The Japanese welcomed it with the enthusiasm they have for any new technology, with legions of males aged from 15 to 40 lining up from before dawn to get one of the 500,000 consoles going on sale.

Among those waiting to pay 25,000 yen (£140) for the machine was Anthon Thomas, a 19-year-old British student, who said: "Nintendo, they make games, they don't make just game machines; so whenever they make something, you know it is going to be quality."

The GameCube, which goes on sale in Britain next spring, has had a mixed reaction from stores in Japan.

"I wouldn't say the sales have been explosive, but the GameCubes have been selling well, but maybe not as well as PlayStation 2 [when it debuted]," said a spokesman for Culture Convenience Club, a Japanese retailer.

The other two giants in the console market are Sony, which launched PlayStation 2nearly 18 months ago in Japan but only in the past year in Europe, and Microsoft, whose Xbox launch has been repeatedly delayed and will not now arrive in the US until next year.

All three manufacturers let publishers write most of the games for their platforms and take a royalty; the consoles are typically sold at a loss.

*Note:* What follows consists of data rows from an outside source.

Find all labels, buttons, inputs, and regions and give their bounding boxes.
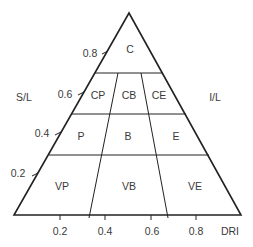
left-tick-label: 0.6 [58,89,73,100]
left-tick-label: 0.2 [11,168,26,179]
region-label-vp: VP [55,181,69,192]
left-tick-label: 0.8 [83,48,98,59]
axis-label-right: I/L [209,92,221,103]
bottom-tick-label: 0.2 [53,226,68,237]
region-label-b: B [124,131,131,142]
region-label-cb: CB [122,90,137,101]
left-tick-label: 0.4 [35,128,50,139]
region-label-cp: CP [91,90,106,101]
bottom-tick-label: 0.4 [98,226,113,237]
bottom-tick-label: 0.6 [145,226,160,237]
region-label-e: E [172,131,179,142]
axis-label-left: S/L [16,92,32,103]
bottom-tick-label: 0.8 [189,226,204,237]
region-label-ce: CE [152,90,167,101]
region-label-ve: VE [188,181,202,192]
region-label-vb: VB [122,181,136,192]
ternary-diagram [0,0,253,247]
region-label-c: C [126,44,134,55]
region-label-p: P [77,131,84,142]
axis-label-bottom: DRI [221,226,239,237]
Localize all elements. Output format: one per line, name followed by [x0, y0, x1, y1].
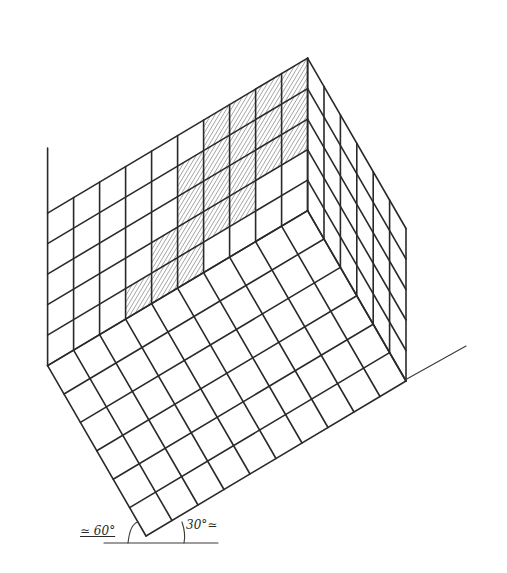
angle-label-30: 30°≃	[186, 518, 217, 532]
left-wall-grid	[48, 58, 308, 366]
hatched-cell	[86, 263, 230, 329]
floor-line	[97, 296, 357, 451]
floor-line	[64, 239, 324, 394]
right-wall-grid	[308, 58, 406, 381]
angle-arc-30	[182, 522, 185, 543]
angle-arc-60	[128, 522, 138, 543]
ground-line-right	[405, 346, 466, 380]
floor-line	[113, 324, 373, 479]
floor-line	[80, 267, 340, 422]
floor-line	[146, 381, 406, 536]
angle-label-60: ≃ 60°	[80, 524, 115, 538]
hatched-cell	[112, 217, 256, 283]
isometric-grid-sketch	[0, 0, 507, 573]
floor-line	[130, 353, 390, 508]
hatched-cell	[138, 171, 282, 237]
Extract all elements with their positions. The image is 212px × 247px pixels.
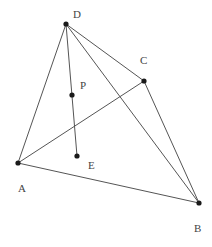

Sega, which was once Nintendo's main rival, announced this year that it would stop making consoles after four years of heavy losses. Instead, it will write software for its former rivals' consoles. However, Nintendo's strategy is to aim for a simple, low-cost console in the hope of selling more.

While PlayStation 2 and the Xbox will cost more than £200 and offer features such as DVD playback and high-speed network connections, the GameCube will just play games. All three machines run on 128-bit processors – up to four times as powerful as standard PCs. However, that power is necessary to produce convincing graphics onscreen.

David Gosen, European sales and marketing director for Nintendo, said the games focus meant there had been "huge" expectation for the new product. "Although what goes in to the box is important, it's what comes out of it that counts the most, and what comes out of GameCube is unparalleled."

The company hopes to sell 4 million by next March, 1.4 million of them in Japan this year.